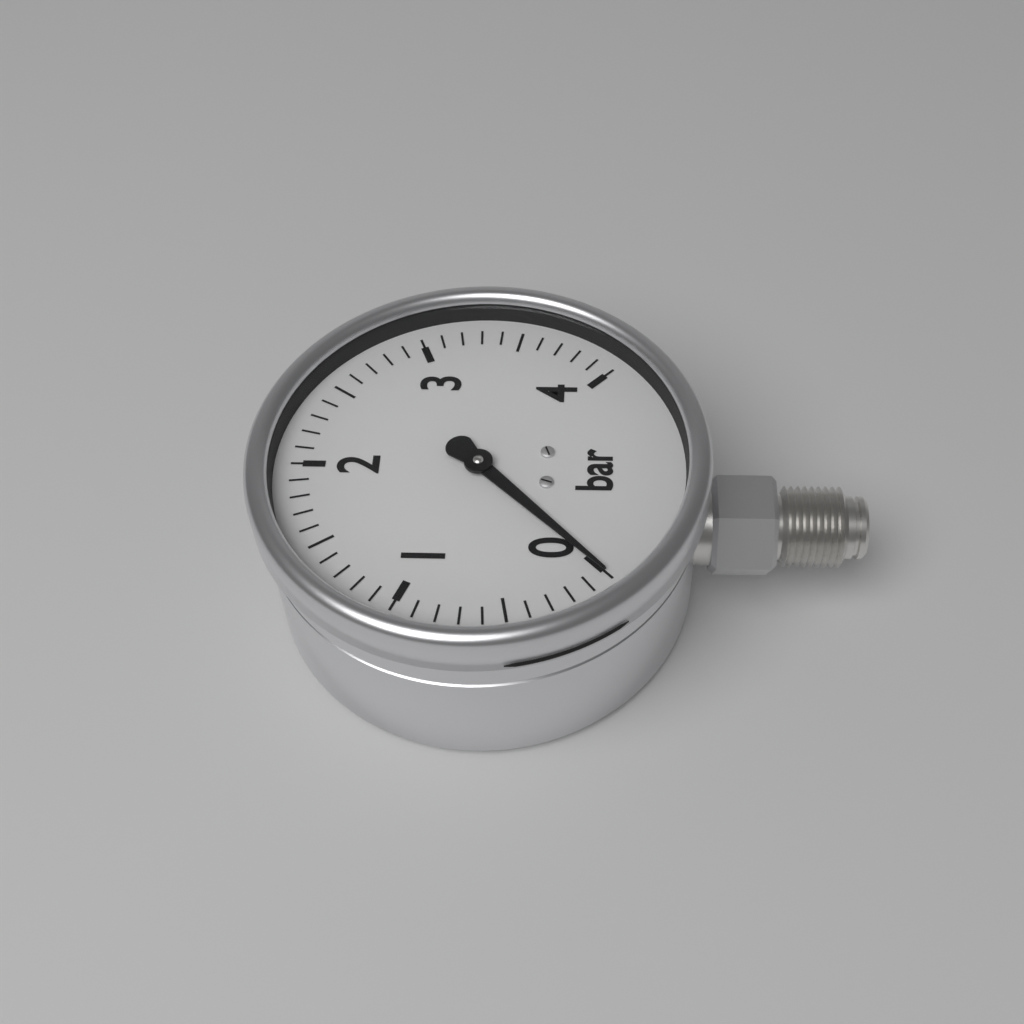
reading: 0.0 bar
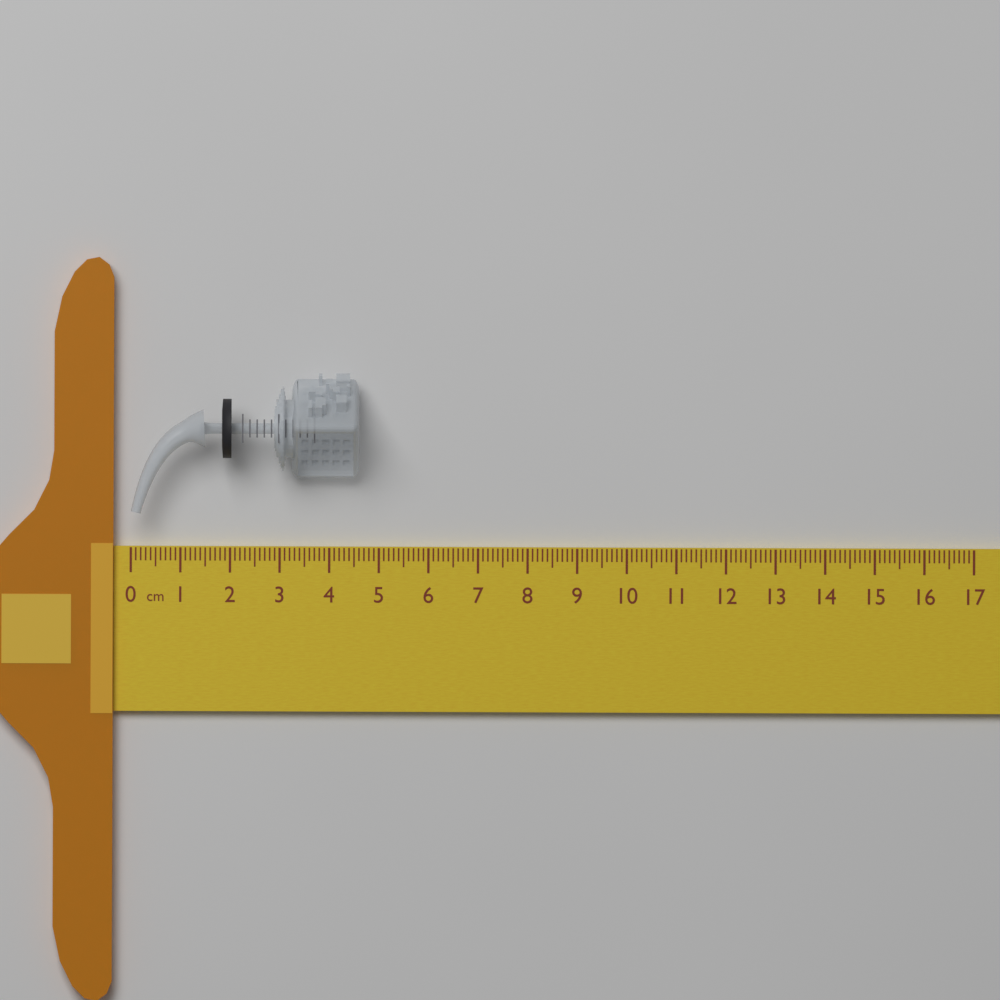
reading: 4.6 cm
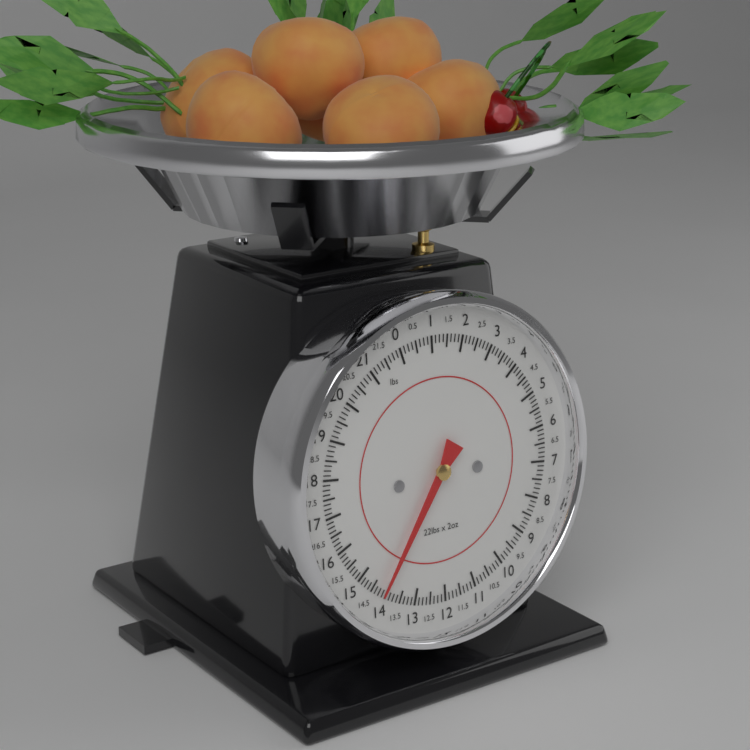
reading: 14.125 lbs
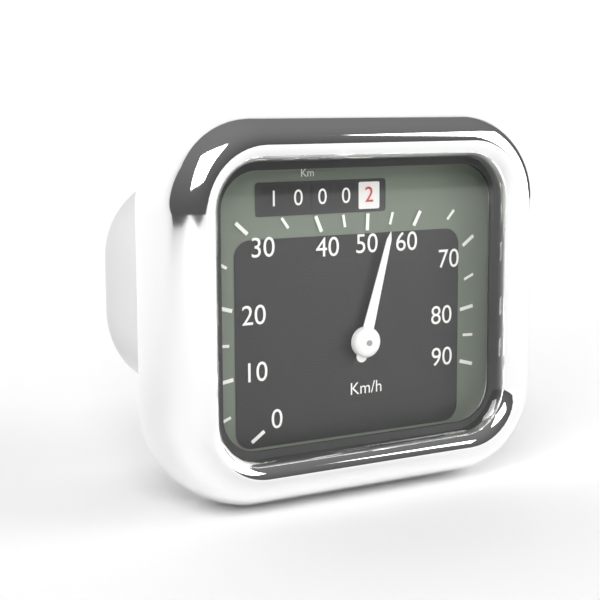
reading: 55 km/h
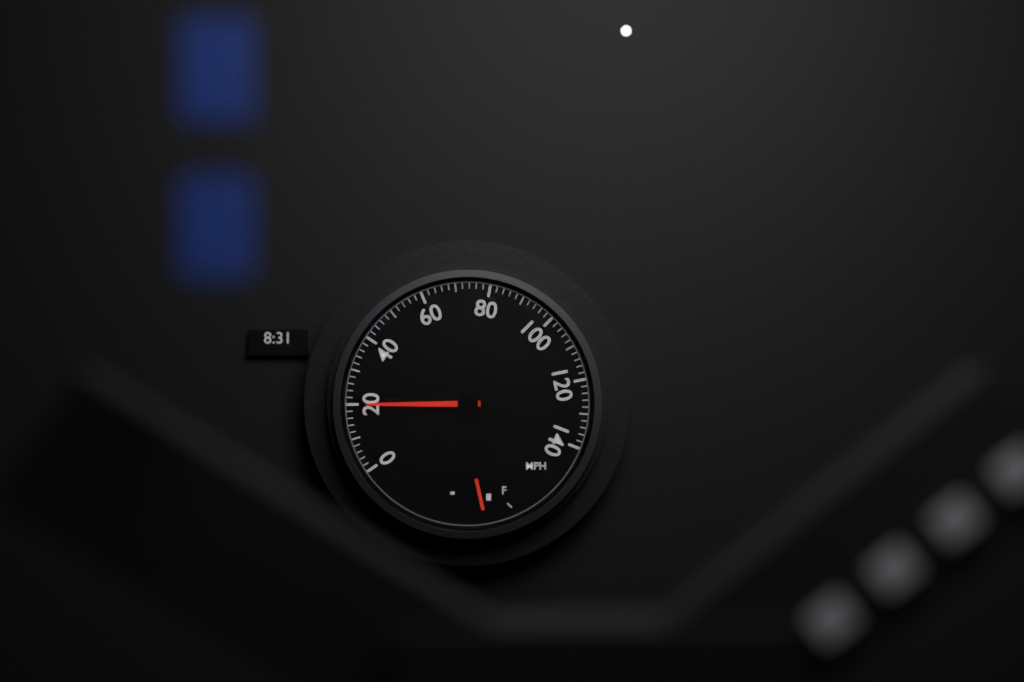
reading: 20 mph
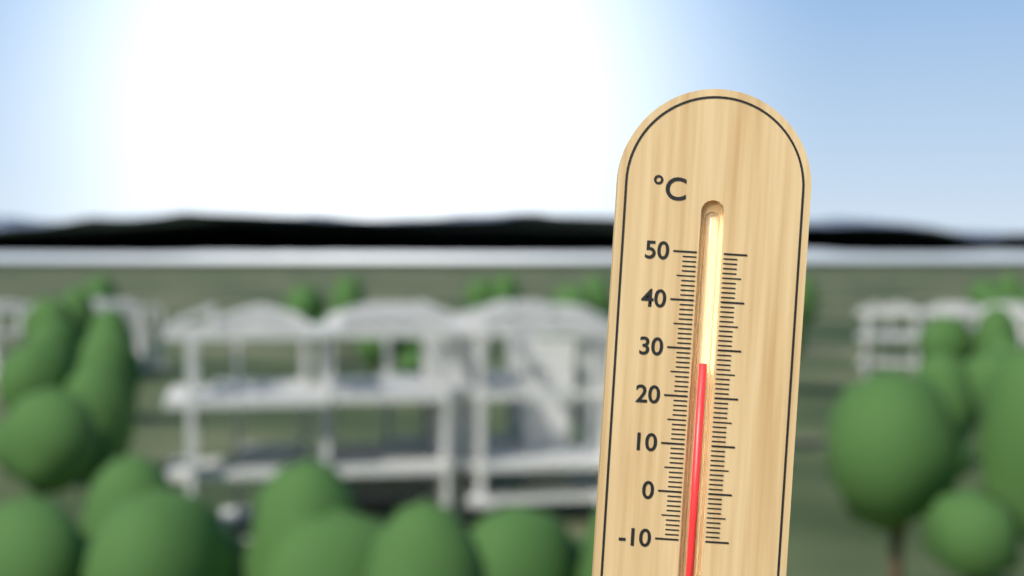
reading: 27 °C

WHAT IS BEING ASKED — Omitting the pictures, copy each record above exactly as it stands.

WRITTEN REPLY —
reading: 0.0 bar
reading: 4.6 cm
reading: 14.125 lbs
reading: 55 km/h
reading: 20 mph
reading: 27 °C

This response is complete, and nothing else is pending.